Under Pl@ntNet’s polar star, GUARDEN brings citizen science and predictive machine learning together to support decision-making in biodiversity conservation.
Do plant-spotting, birdwatching, or sky-gazing make you a scientist? Partly! By documenting and recording the presence of a certain plant, bird or celestial body on citizen science platforms, your sightings enrich the databases researchers use to monitor biodiversity, track bird migration patterns, and map the universe. Paired with machine learning and AI, citizen-powered interactive maps can support local decision making in biodiversity governance.

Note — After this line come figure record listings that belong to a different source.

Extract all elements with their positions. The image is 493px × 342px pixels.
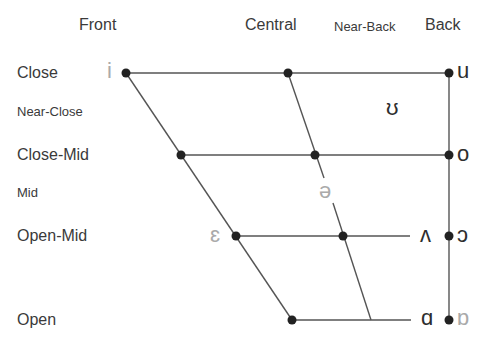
dot-close-mid-central [311, 151, 320, 160]
dot-open-mid-central [339, 232, 348, 241]
dot-epsilon [232, 232, 241, 241]
dot-open-o [445, 232, 454, 241]
vowel-trapezoid [0, 0, 493, 342]
central-edge-lower [333, 203, 371, 320]
vowel-upsilon: ʊ [386, 97, 399, 119]
central-edge-upper [288, 73, 324, 178]
vowel-o: o [457, 143, 469, 165]
dot-i [122, 69, 131, 78]
vowel-u: u [457, 60, 469, 82]
dot-u [445, 69, 454, 78]
front-edge [126, 73, 292, 320]
dot-close-mid-front [177, 151, 186, 160]
dot-o [445, 151, 454, 160]
dot-close-central [284, 69, 293, 78]
dot-open-front [288, 316, 297, 325]
vowel-wedge: ʌ [420, 224, 431, 246]
vowel-i: i [107, 60, 112, 82]
vowel-script-a: ɑ [421, 307, 433, 329]
vowel-schwa: ə [319, 180, 331, 202]
dot-script-a [445, 316, 454, 325]
vowel-open-o: ɔ [457, 224, 468, 246]
vowel-turned-script-a: ɒ [457, 307, 469, 329]
vowel-epsilon: ɛ [210, 224, 220, 246]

Combining citizen geolocalisation activities with Earth observation (satellite images, time series, soil data, etc.), Deep Learning (training computers to interpret data and find patterns), and predictive hybrid modelling can be a powerful way to track biodiversity loss. The GUARDEN project develops, enhances and engages with citizen science tools, allowing for environmental observation. Ecological data collected and retrieved through these channels can inform and inspire decisions to safeguard critical ecosystems.
By October 2025, GUARDEN will deliver a forward-looking decision support application to help ecology stakeholders expand their holistic understanding of ecosystem functioning and biodiversity loss. Identifying drivers in biodiversity transformation will enhance the assessment of ecological and societal impacts of alternative policy decisions.
Led by CIRAD (French Agricultural Research Centre for International Development), this Horizon Europefunded multi-stakeholder partnership aims to transform bottom-up datasets about ecosystems into evidencebased insights to improve the monitoring and governance of biodiversity. GUARDEN aims to assist decisionmaking by using integrated data to predict future challenges to biodiversity and ecosystems from new pressures and drivers. These drivers may include human disturbance, climate change, or land management.
The GUARDEN project coordinator, Pierre Bonnet, botanist and tropical ecology expert at CIRAD, and project partner Alexis Joly, computer scientist at INRIA, both explain: “Plants don’t move! This makes them key players in characterising local ecosystems”.
Bonnet and Joly are also coordinators of Pl@ntNet, one of the world’s largest citizen science projects for automatic plant identification. They have thus taken on the GUARDEN challenge by building on existing partnerships and expertise on the topic of plant tracking.
Pl@ntNet is both a website and a mobile application with more than 20 million users worldwide which allows people to share the occurrence of plants in given areas through the automated identification of photographs. “Citizen data coming from Pl@ntNet is then merged with data from other European data infrastructures, programmers, and GEO initiatives to feed predictive AI modelling”, explains Joly.
Guided by Pl@ntNet’s experience, GUARDEN aims to refine the current scale, bringing geolocalisation to a higher resolution (up to 100 m2), and provide a set of complementary ecological indicators for local ecological monitoring and management.“
GUARDEN will extend the resolution of existing tools, adding layers and indicators to extract information,” explains Joly – “Beyond plant occurrence, also habitat features (pollinators, birds, mammals, etc.) and species interactions will be monitored to conduct deep species distribution modelling”.
The GUARDEN team is working on a mock-up: the GeoPl@ntNet prototype offers a finer resolution and the chance to access factsheets with multiple ecological indicators representative of a specific area. Scale is an issue, though. According to Bonnet, determining indicator certainty is challenging due to potential geographical bias: “Local indicators may not be shareable with the same level of precision on the European scale”. “The local angle is what makes GUARDEN original and distinctive from other macro-scale geolocalisation tools available” – confirms Bonnet – “A greater awareness of local eco-systems can also influence citizens’ perceptions of local biodiversity management and mitigate reactions to disruptive decisions”.
When it comes to ecological conservation and restoration, conflicting interests are at stake and trade-offs must be considered (e.g., between conservation policies and development agendas). GUARDEN explores these tensions by broadly involving all land management actors in assessing adaptive ecological scenarios.
Four heterogeneous local pilots (including a tropical, non-EU, setting) will address critical challenges in biodiversity governance. Case studies will consider the impacts on biodiversity and ecosystems of urban coastal management actions (in Barcelona), energy infrastructure (expansion of energy centre in Cyprus and construction of windfarms in Greece), and development of transport infrastructures (France and Madagascar).
GUARDEN recognises the complexity of managing raw data and therefore places a high priority on data transparency and trust. This helps face the scepticism due to a dual "prejudice" involving both the perceived contribution of citizen science to research and the use of deep learning models. Joly points to how “even if AIbased methods are deeply present in our everyday activities, mistrust in these tools is a big challenge”.
A responsible and transparent use of AI has the potential to enhance the value of citizen science in the realm of ecology. Safeguarding AI-mediated citizen science may support the development of increasingly precise predictive ecological models and help identify forward-looking biodiversity conservation policies. Promoting the acceptability of these approaches, also through the elaboration of computational standards on the use of hybrid biodiversity data, can boost further research and innovation in the field of biodiversity protection.